Growth, training program bring opportunities

Graduation ceremonies around the local school district last week marked the culmination of 12 years of education for the hundreds of students who received diplomas.

Many students, undoubtedly, already have their next steps mapped out. Some will go on to college, some will join the military, some will go to work. Others will bide their time while they figure out exactly what it is they'd like to do next.

Graduates who have grown up in the Mat-Su Borough have seen many changes over the course of their lives. The last few years, in particular, have seen unprecedented development that has made the region one of the fastest growing in the country.

All that growth means construction. From roads to housing to commercial facilities, we see it all around us. And all that construction means jobs.

Fortunately for prospective workers, there are more jobs than there are people to fill them, according to the Alaska chapter of the Associated General Contractors of America (AGC). Mat-Su residents, just graduated or otherwise, are especially well-positioned to benefit from those jobs, thanks to the conjunction of all that construction and a new federally funded job-training program.

Putting to use federal grant money supplied by the Department of Labor under the president's High-Growth Job Training Initiative, the AGC and the local school district are working together to establish a construction career academy. The academy, which will begin low-scale operation at Wasilla High School in the fall before moving into a new facility in Palmer in 2007, will provide specialized skills demanded by employers to ensure that workers have the right skills for the available jobs.

This is good news for both the construction industry and workers, especially new grads who are unsure about what sort of career/vocational path to follow. The economic benefit to workers should be particularly enticing.

According to the AGC, a high school graduate who spends the next four years in a carpentry apprenticeship, for example, will earn $191,230 in real income and benefits. After that time and training, the carpenter would earn an average of $46,070 a year in wages and another $19,975 in benefits.

Contrast that with the case of a UAA student. After four years, the student will have paid about $14,600 and be set up for an average annual salary of $38,449, minus student loan payments.

This is not to diminish a college education, the value of which transcends dollars and cents. But given the amount of students who go on to college without any real direction simply because it is the thing to do, the numbers are sobering.

Construction jobs in general are the third highest paying statewide. Workers earn 33 percent more than the state's average non-construction worker, according to the AGC.

The AGC has long stated the need for more construction workers. If Alaska doesn't start training its own, jobs will go unfilled, or out-of-state workers will be brought in to fill them. With the growth trend projected to continue into the foreseeable future, the soon-to-be open construction career academy brings great opportunity for the borough and its residents.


Prompt :: Pull every line with "opening" from the data.
++++ The data
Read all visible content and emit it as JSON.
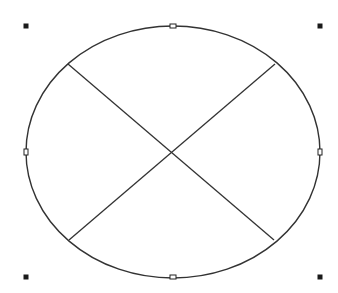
{
  "canvas": {
    "width": 338,
    "height": 293,
    "background": "#ffffff"
  },
  "shape": {
    "type": "ellipse",
    "cx": 173,
    "cy": 152,
    "rx": 147,
    "ry": 126,
    "stroke": "#333333",
    "stroke_width": 1.4,
    "fill": "none"
  },
  "cross_lines": [
    {
      "name": "diagonal-line-tl-br",
      "x1": 68,
      "y1": 64,
      "x2": 274,
      "y2": 240
    },
    {
      "name": "diagonal-line-tr-bl",
      "x1": 275,
      "y1": 64,
      "x2": 69,
      "y2": 240
    }
  ],
  "line_style": {
    "stroke": "#333333",
    "stroke_width": 1.3
  },
  "selection_handles": {
    "corner": [
      {
        "name": "handle-top-left",
        "x": 26,
        "y": 26
      },
      {
        "name": "handle-top-right",
        "x": 320,
        "y": 26
      },
      {
        "name": "handle-bottom-left",
        "x": 26,
        "y": 277
      },
      {
        "name": "handle-bottom-right",
        "x": 320,
        "y": 277
      }
    ],
    "midpoint": [
      {
        "name": "handle-top-middle",
        "x": 173,
        "y": 26,
        "orientation": "horizontal"
      },
      {
        "name": "handle-middle-left",
        "x": 26,
        "y": 152,
        "orientation": "vertical"
      },
      {
        "name": "handle-middle-right",
        "x": 320,
        "y": 152,
        "orientation": "vertical"
      },
      {
        "name": "handle-bottom-middle",
        "x": 173,
        "y": 277,
        "orientation": "horizontal"
      }
    ],
    "corner_size": 5,
    "corner_fill": "#1a1a1a",
    "mid_fill": "#ffffff",
    "mid_stroke": "#222222"
  }
}
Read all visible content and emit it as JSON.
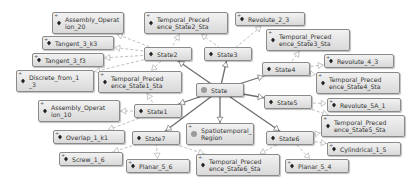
{
  "graph": {
    "nodes": [
      {
        "id": "assembly20",
        "label": "Assembly_Operat\nion_20",
        "type": "individual",
        "expandable": true,
        "x": 52,
        "y": 12,
        "w": 72,
        "h": 22
      },
      {
        "id": "tangent_k3",
        "label": "Tangent_3_k3",
        "type": "individual",
        "expandable": true,
        "x": 42,
        "y": 36,
        "w": 72,
        "h": 14
      },
      {
        "id": "tangent_f3",
        "label": "Tangent_3_f3",
        "type": "individual",
        "expandable": true,
        "x": 32,
        "y": 53,
        "w": 72,
        "h": 14
      },
      {
        "id": "discrete",
        "label": "Discrete_from_1\n_3",
        "type": "individual",
        "expandable": true,
        "x": 16,
        "y": 70,
        "w": 78,
        "h": 22
      },
      {
        "id": "tp_state2",
        "label": "Temporal_Preced\nence_State2_Sta",
        "type": "individual",
        "expandable": true,
        "x": 144,
        "y": 12,
        "w": 84,
        "h": 22
      },
      {
        "id": "state2",
        "label": "State2",
        "type": "class",
        "expandable": false,
        "x": 144,
        "y": 47,
        "w": 48,
        "h": 14
      },
      {
        "id": "state3",
        "label": "State3",
        "type": "class",
        "expandable": false,
        "x": 204,
        "y": 47,
        "w": 48,
        "h": 14
      },
      {
        "id": "revolute23",
        "label": "Revolute_2_3",
        "type": "individual",
        "expandable": true,
        "x": 235,
        "y": 12,
        "w": 70,
        "h": 14
      },
      {
        "id": "tp_state3",
        "label": "Temporal_Preced\nence_State3_Sta",
        "type": "individual",
        "expandable": true,
        "x": 266,
        "y": 29,
        "w": 84,
        "h": 22
      },
      {
        "id": "state4",
        "label": "State4",
        "type": "class",
        "expandable": false,
        "x": 262,
        "y": 62,
        "w": 48,
        "h": 14
      },
      {
        "id": "revolute43",
        "label": "Revolute_4_3",
        "type": "individual",
        "expandable": true,
        "x": 324,
        "y": 54,
        "w": 70,
        "h": 14
      },
      {
        "id": "tp_state4",
        "label": "Temporal_Preced\nence_State4_Sta",
        "type": "individual",
        "expandable": true,
        "x": 316,
        "y": 72,
        "w": 84,
        "h": 22
      },
      {
        "id": "tp_state1",
        "label": "Temporal_Preced\nence_State1_Sta",
        "type": "individual",
        "expandable": true,
        "x": 98,
        "y": 71,
        "w": 84,
        "h": 22
      },
      {
        "id": "state",
        "label": "State",
        "type": "root",
        "expandable": false,
        "x": 196,
        "y": 83,
        "w": 48,
        "h": 14
      },
      {
        "id": "state5",
        "label": "State5",
        "type": "class",
        "expandable": false,
        "x": 264,
        "y": 95,
        "w": 48,
        "h": 14
      },
      {
        "id": "revolute5a1",
        "label": "Revolute_5A_1",
        "type": "individual",
        "expandable": true,
        "x": 327,
        "y": 98,
        "w": 74,
        "h": 14
      },
      {
        "id": "tp_state5",
        "label": "Temporal_Preced\nence_State5_Sta",
        "type": "individual",
        "expandable": true,
        "x": 321,
        "y": 115,
        "w": 84,
        "h": 22
      },
      {
        "id": "assembly10",
        "label": "Assembly_Operat\nion_10",
        "type": "individual",
        "expandable": true,
        "x": 38,
        "y": 100,
        "w": 82,
        "h": 22
      },
      {
        "id": "state1",
        "label": "State1",
        "type": "class",
        "expandable": false,
        "x": 134,
        "y": 104,
        "w": 48,
        "h": 14
      },
      {
        "id": "overlap",
        "label": "Overlap_1_k1",
        "type": "individual",
        "expandable": true,
        "x": 53,
        "y": 130,
        "w": 72,
        "h": 14
      },
      {
        "id": "state7",
        "label": "State7",
        "type": "class",
        "expandable": false,
        "x": 132,
        "y": 131,
        "w": 48,
        "h": 14
      },
      {
        "id": "spatio",
        "label": "Spatiotemporal_\nRegion",
        "type": "root",
        "expandable": true,
        "x": 186,
        "y": 123,
        "w": 68,
        "h": 22
      },
      {
        "id": "state6",
        "label": "State6",
        "type": "class",
        "expandable": false,
        "x": 266,
        "y": 131,
        "w": 48,
        "h": 14
      },
      {
        "id": "cylindrical",
        "label": "Cylindrical_1_5",
        "type": "individual",
        "expandable": true,
        "x": 327,
        "y": 142,
        "w": 74,
        "h": 14
      },
      {
        "id": "screw",
        "label": "Screw_1_6",
        "type": "individual",
        "expandable": true,
        "x": 59,
        "y": 152,
        "w": 64,
        "h": 14
      },
      {
        "id": "planar56",
        "label": "Planar_5_6",
        "type": "individual",
        "expandable": true,
        "x": 126,
        "y": 159,
        "w": 64,
        "h": 14
      },
      {
        "id": "tp_state6",
        "label": "Temporal_Preced\nence_State6_Sta",
        "type": "individual",
        "expandable": true,
        "x": 196,
        "y": 154,
        "w": 84,
        "h": 22
      },
      {
        "id": "planar54",
        "label": "Planar_5_4",
        "type": "individual",
        "expandable": true,
        "x": 285,
        "y": 159,
        "w": 64,
        "h": 14
      }
    ],
    "edges": [
      {
        "from": "state",
        "to": "state2",
        "style": "solid"
      },
      {
        "from": "state",
        "to": "state3",
        "style": "solid"
      },
      {
        "from": "state",
        "to": "state4",
        "style": "solid"
      },
      {
        "from": "state",
        "to": "state5",
        "style": "solid"
      },
      {
        "from": "state",
        "to": "state1",
        "style": "solid"
      },
      {
        "from": "state",
        "to": "state7",
        "style": "solid"
      },
      {
        "from": "state",
        "to": "state6",
        "style": "solid"
      },
      {
        "from": "state",
        "to": "spatio",
        "style": "solid"
      },
      {
        "from": "state2",
        "to": "assembly20",
        "style": "dashed"
      },
      {
        "from": "state2",
        "to": "tangent_k3",
        "style": "dashed"
      },
      {
        "from": "state2",
        "to": "tangent_f3",
        "style": "dashed"
      },
      {
        "from": "state2",
        "to": "discrete",
        "style": "dashed"
      },
      {
        "from": "state2",
        "to": "tp_state2",
        "style": "dashed"
      },
      {
        "from": "state2",
        "to": "tp_state1",
        "style": "dashed"
      },
      {
        "from": "state3",
        "to": "revolute23",
        "style": "dashed"
      },
      {
        "from": "state3",
        "to": "tp_state2",
        "style": "dashed"
      },
      {
        "from": "state4",
        "to": "tp_state3",
        "style": "dashed"
      },
      {
        "from": "state4",
        "to": "revolute43",
        "style": "dashed"
      },
      {
        "from": "state4",
        "to": "tp_state4",
        "style": "dashed"
      },
      {
        "from": "state5",
        "to": "revolute5a1",
        "style": "dashed"
      },
      {
        "from": "state5",
        "to": "tp_state5",
        "style": "dashed"
      },
      {
        "from": "state1",
        "to": "tp_state1",
        "style": "dashed"
      },
      {
        "from": "state1",
        "to": "assembly10",
        "style": "dashed"
      },
      {
        "from": "state1",
        "to": "overlap",
        "style": "dashed"
      },
      {
        "from": "state7",
        "to": "screw",
        "style": "dashed"
      },
      {
        "from": "state7",
        "to": "planar56",
        "style": "dashed"
      },
      {
        "from": "state7",
        "to": "tp_state6",
        "style": "dashed"
      },
      {
        "from": "state6",
        "to": "tp_state5",
        "style": "dashed"
      },
      {
        "from": "state6",
        "to": "cylindrical",
        "style": "dashed"
      },
      {
        "from": "state6",
        "to": "planar54",
        "style": "dashed"
      },
      {
        "from": "state6",
        "to": "tp_state6",
        "style": "dashed"
      }
    ]
  },
  "colors": {
    "solid_edge": "#6e6e6e",
    "dashed_edge": "#b0b0b0",
    "node_border": "#8a8a8a",
    "root_dot": "#9a9a9a"
  }
}
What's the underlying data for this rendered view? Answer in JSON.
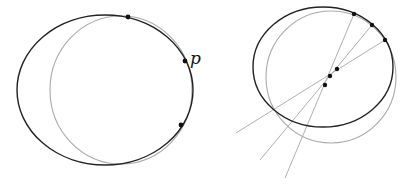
{
  "figure": {
    "width": 406,
    "height": 189,
    "colors": {
      "dark_curve": "#222222",
      "light_curve": "#aaaaaa",
      "line": "#b0b0b0",
      "point": "#111111",
      "background": "#ffffff"
    }
  },
  "left_panel": {
    "outer_ellipse": {
      "cx": 105,
      "cy": 90,
      "rx": 88,
      "ry": 75
    },
    "inner_circle": {
      "cx": 121,
      "cy": 90,
      "rx": 71,
      "ry": 74
    },
    "points": [
      {
        "x": 128,
        "y": 17
      },
      {
        "x": 185,
        "y": 61
      },
      {
        "x": 181,
        "y": 125
      }
    ],
    "point_label": {
      "text": "p",
      "x": 190,
      "y": 64
    }
  },
  "right_panel": {
    "outer_ellipse": {
      "cx": 323,
      "cy": 67,
      "rx": 70,
      "ry": 60
    },
    "inner_circle": {
      "cx": 331,
      "cy": 77,
      "rx": 65,
      "ry": 66
    },
    "boundary_points": [
      {
        "x": 354,
        "y": 14
      },
      {
        "x": 372,
        "y": 25
      },
      {
        "x": 385,
        "y": 40
      }
    ],
    "inner_points": [
      {
        "x": 337,
        "y": 69
      },
      {
        "x": 330,
        "y": 76
      },
      {
        "x": 325,
        "y": 85
      }
    ],
    "lines": [
      {
        "x1": 236,
        "y1": 133,
        "x2": 385,
        "y2": 40
      },
      {
        "x1": 260,
        "y1": 160,
        "x2": 372,
        "y2": 25
      },
      {
        "x1": 285,
        "y1": 178,
        "x2": 354,
        "y2": 14
      }
    ]
  }
}
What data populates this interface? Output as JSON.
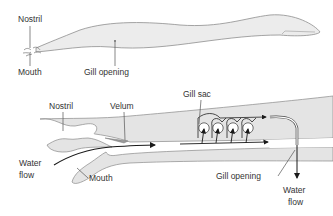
{
  "top_view": {
    "labels": {
      "nostril": "Nostril",
      "mouth": "Mouth",
      "gill_opening": "Gill opening"
    }
  },
  "detail_view": {
    "labels": {
      "nostril": "Nostril",
      "velum": "Velum",
      "gill_sac": "Gill sac",
      "water_flow_in": "Water flow",
      "water_flow_in_line1": "Water",
      "water_flow_in_line2": "flow",
      "mouth": "Mouth",
      "gill_opening": "Gill opening",
      "water_flow_out_line1": "Water",
      "water_flow_out_line2": "flow"
    }
  },
  "colors": {
    "body_fill": "#e4e4e4",
    "outline": "#8a8a8a",
    "arrow": "#1a1a1a",
    "label_text": "#333333"
  }
}
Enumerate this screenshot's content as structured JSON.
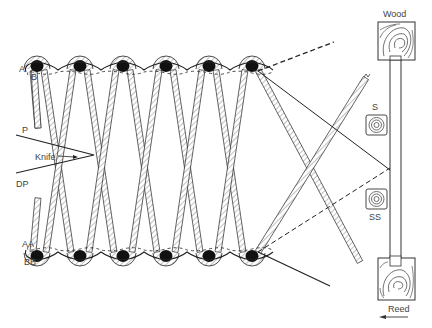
{
  "diagram": {
    "labels": {
      "a": "A",
      "b": "B",
      "p": "P",
      "knife": "Knife",
      "dp": "DP",
      "aa": "AA",
      "bb": "BB",
      "s": "S",
      "ss": "SS",
      "wood": "Wood",
      "reed": "Reed"
    },
    "top_row_knots": 6,
    "bottom_row_knots": 6,
    "colors": {
      "ink": "#222222",
      "knot": "#111111",
      "hatch": "#999999",
      "label": "#444444"
    }
  }
}
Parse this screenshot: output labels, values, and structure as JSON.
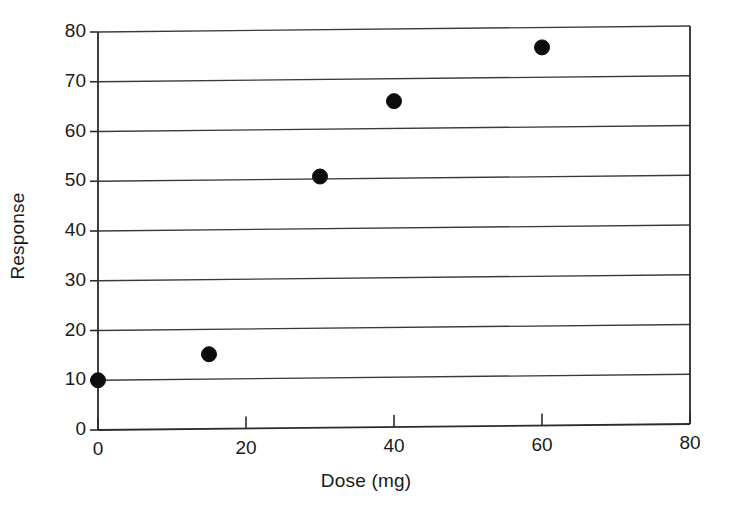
{
  "chart_data": {
    "type": "scatter",
    "title": "",
    "subtitle": "",
    "xlabel": "Dose (mg)",
    "ylabel": "Response",
    "xlim": [
      0,
      80
    ],
    "ylim": [
      0,
      80
    ],
    "xticks": [
      0,
      20,
      40,
      60,
      80
    ],
    "yticks": [
      0,
      10,
      20,
      30,
      40,
      50,
      60,
      70,
      80
    ],
    "xtick_labels": [
      "0",
      "20",
      "40",
      "60",
      "80"
    ],
    "ytick_labels": [
      "0",
      "10",
      "20",
      "30",
      "40",
      "50",
      "60",
      "70",
      "80"
    ],
    "grid": {
      "horizontal": true,
      "vertical": false,
      "interval": 10,
      "color": "#3a3a3a"
    },
    "legend": {
      "visible": false,
      "position": "none",
      "entries": []
    },
    "annotations": [],
    "marker": {
      "shape": "circle",
      "filled": true,
      "color": "#0d0d0d",
      "edge_color": "#0d0d0d",
      "size_px": 15
    },
    "series": [
      {
        "name": "Response vs Dose",
        "color": "#0d0d0d",
        "points": [
          {
            "x": 0,
            "y": 10.0
          },
          {
            "x": 15,
            "y": 15.0
          },
          {
            "x": 30,
            "y": 50.5
          },
          {
            "x": 40,
            "y": 65.5
          },
          {
            "x": 60,
            "y": 76.0
          }
        ],
        "x": [
          0,
          15,
          30,
          40,
          60
        ],
        "values": [
          10.0,
          15.0,
          50.5,
          65.5,
          76.0
        ]
      }
    ],
    "axes_style": {
      "left_spine": true,
      "right_spine": true,
      "top_spine": false,
      "bottom_spine": true,
      "tick_direction": "out",
      "line_color": "#2b2b2b"
    }
  }
}
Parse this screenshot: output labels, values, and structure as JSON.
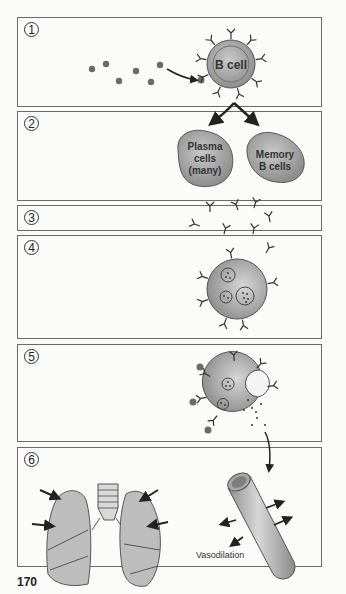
{
  "figure": {
    "page_number": "170",
    "panels": [
      {
        "step": "1",
        "label": "B cell",
        "description": "Antigen binds B cell receptor"
      },
      {
        "step": "2",
        "labels": [
          "Plasma",
          "cells",
          "(many)",
          "Memory",
          "B cells"
        ]
      },
      {
        "step": "3",
        "description": "Antibodies released"
      },
      {
        "step": "4",
        "description": "Antibodies bind mast cell"
      },
      {
        "step": "5",
        "description": "Antigen crosslinks, mast cell degranulates"
      },
      {
        "step": "6",
        "label": "Vasodilation",
        "description": "Lungs bronchoconstriction and blood vessel vasodilation"
      }
    ]
  },
  "colors": {
    "border": "#6a6a6a",
    "cell_fill": "#a8a8a8",
    "antigen": "#666666",
    "arrow": "#222222"
  }
}
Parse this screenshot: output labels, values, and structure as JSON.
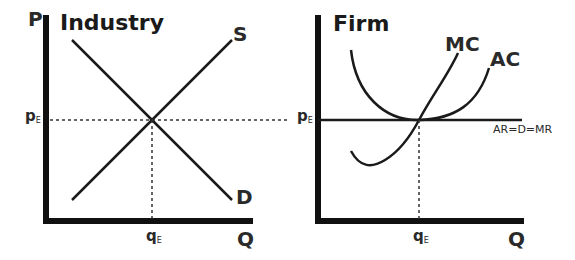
{
  "industry": {
    "title": "Industry",
    "y_axis_label": "P",
    "x_axis_label": "Q",
    "supply_label": "S",
    "demand_label": "D",
    "price_label": "p",
    "price_sub": "E",
    "qty_label": "q",
    "qty_sub": "E"
  },
  "firm": {
    "title": "Firm",
    "x_axis_label": "Q",
    "mc_label": "MC",
    "ac_label": "AC",
    "ar_label": "AR=D=MR",
    "price_label": "p",
    "price_sub": "E",
    "qty_label": "q",
    "qty_sub": "E"
  },
  "colors": {
    "axis": "#111111",
    "curve": "#1a1a1a",
    "dotted": "#333333"
  }
}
++++++++
Written answer ::
      "gill_opening": "Gill opening"
      "gill_opening": "Gill opening",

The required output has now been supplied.